Calicut as a seat of an expanding State structure under the Zamorin rulers and how the

various tools and channels were utilized to build up a capital city that became a visual

symbol of the power exercised by the rulers of this dynasty. The third chapter traces the

ways and means by which city of Calicut attained its commercial prosperity and evaluates

the pre-colonial urban forms on which the colonial city was constructed. The fourth chapter

contextualizes the colonial administrative space of the city where a wide range of colonial

personnel such as Collector, Magistrate, Judge, Police Superintendent, Surgeon and the like

held their offices and dispensed the ideologies of a colonial empire.

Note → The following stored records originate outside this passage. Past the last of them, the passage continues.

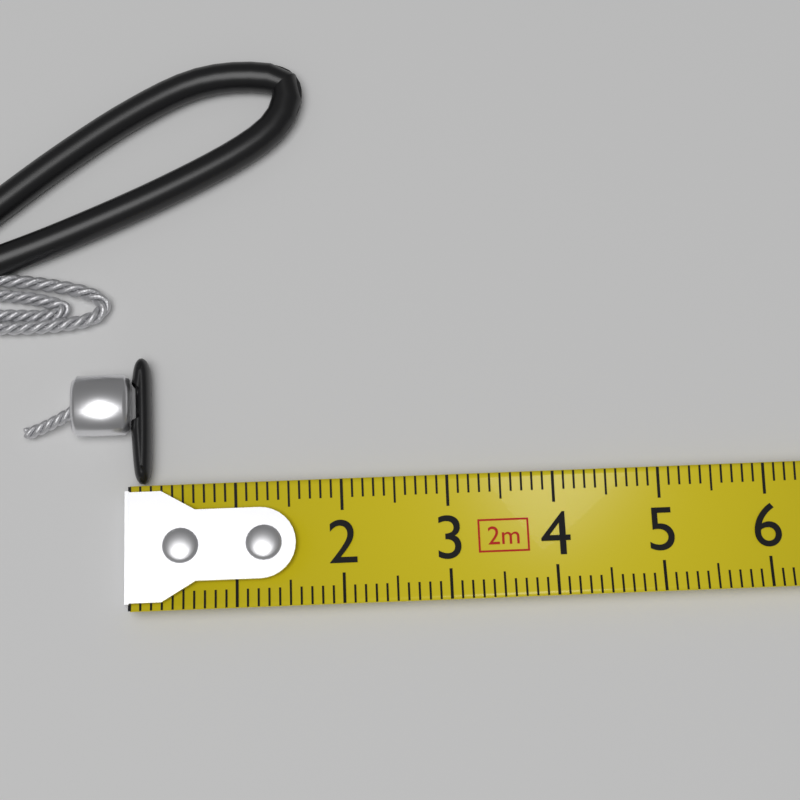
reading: 0.2 cm
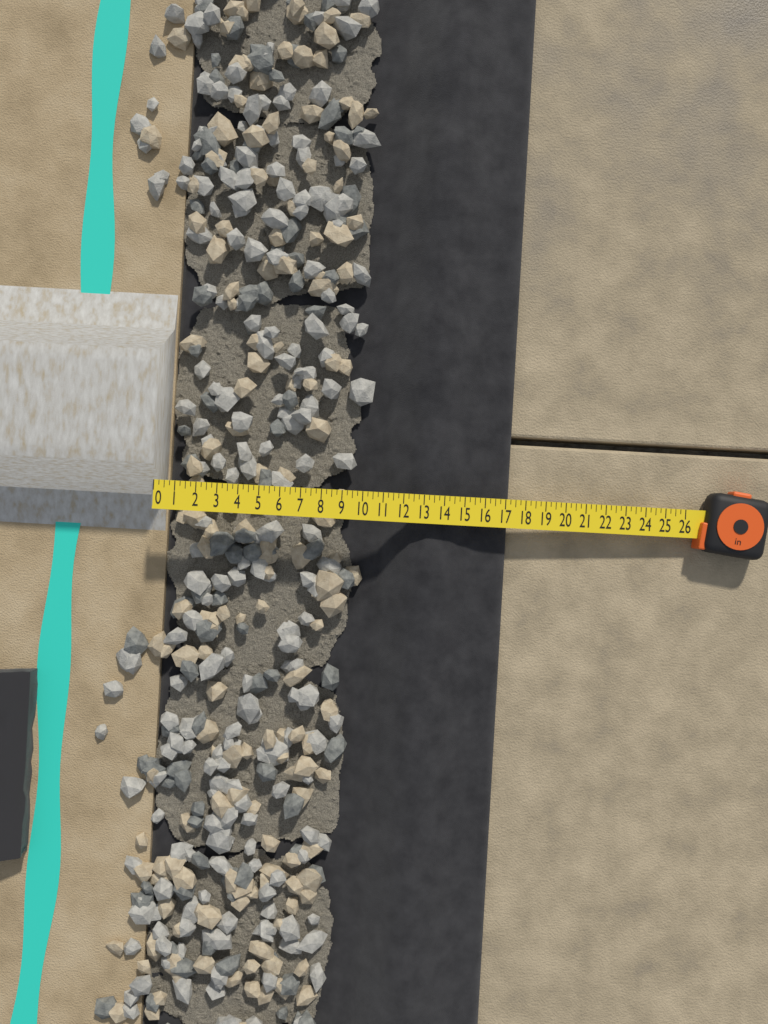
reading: 17.25 in
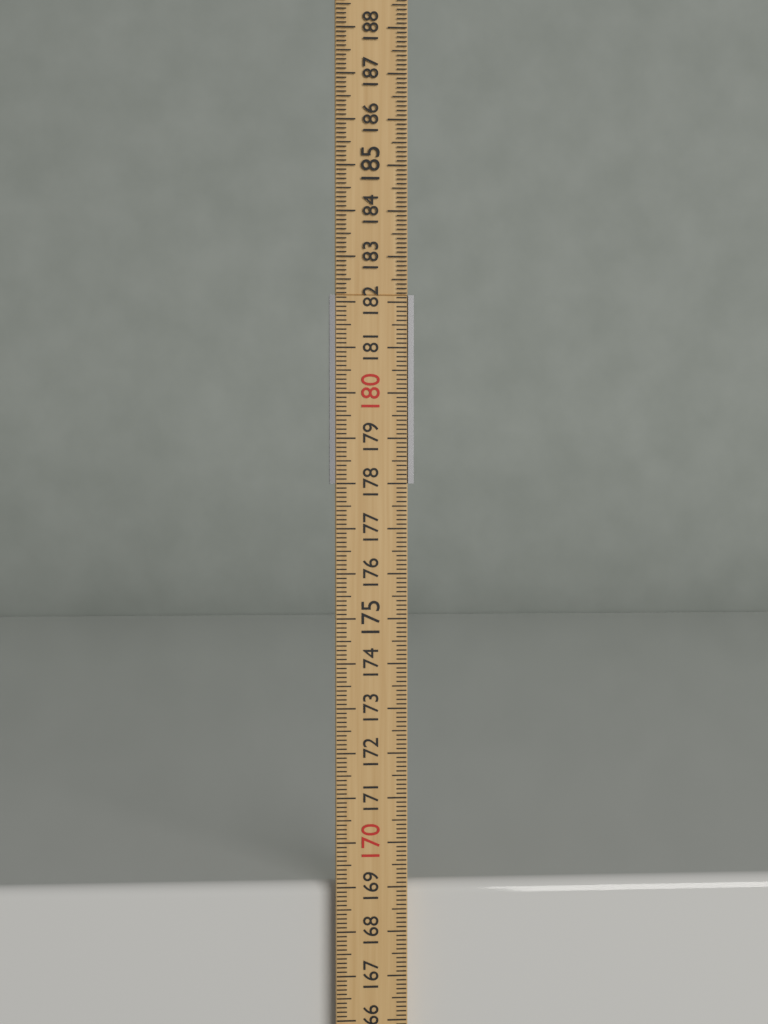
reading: 169.0 cm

How the economic

space of the city was designed according to the colonial requirements also forms the

subject matter of the fourth chapter. The central theme of the fifth chapter is about the

restructuring of the social space of the city by incrementing the colonial urbanity. When the

whole thesis is considered it is broadly based upon three major themes, i.e., urbanization,

colonial urbanization and spatial processes and the evolution of urbanism inside a colonial

city.

Methodology and Sources

The aim, therefore, is to attempt a comparative analysis of the essentially cross-

cultural data inherent in a colonial urban development, and to do it within an inter-

disciplinary framework, where appropriate theory is taken from Human Geography, Urban

Studies and Cultural Studies. The methodology of the study gives due emphasis on

hermeneutics supported by the empirical study mainly based on the primary sources

available at various repositories in different forms and the data so far collected (some of

them hitherto left untapped) are corroborated with the help of an extensive field study
17

carried out in the geographical area under study. However, the object is neither to attempt a

comprehensive account, backed by a battery of empirical data nor to fill up a lacuna, but

rather, to make some revelations in a different perspective on this grey area in the history of

Calicut and also to suggest certain different approaches and methods to stimulate further

research endeavors. Spatialisation with its application in a colonial context is the central

interpretative method employed in this study. Like any other conventional study it seeks to

adopt any techniques that come under heuristics, i.e., collection of data, processing of data,

external criticism, internal criticism etc.

Archival materials available in the various repositories of Kerala, Karnataka,

TamilNadu and West Bengal have been utilized for this study. The secondary sources like

Handbooks, Government Publications, contemporary literature and theoretical works

relevant to this study obtained from various Indian Libraries have also been made use of.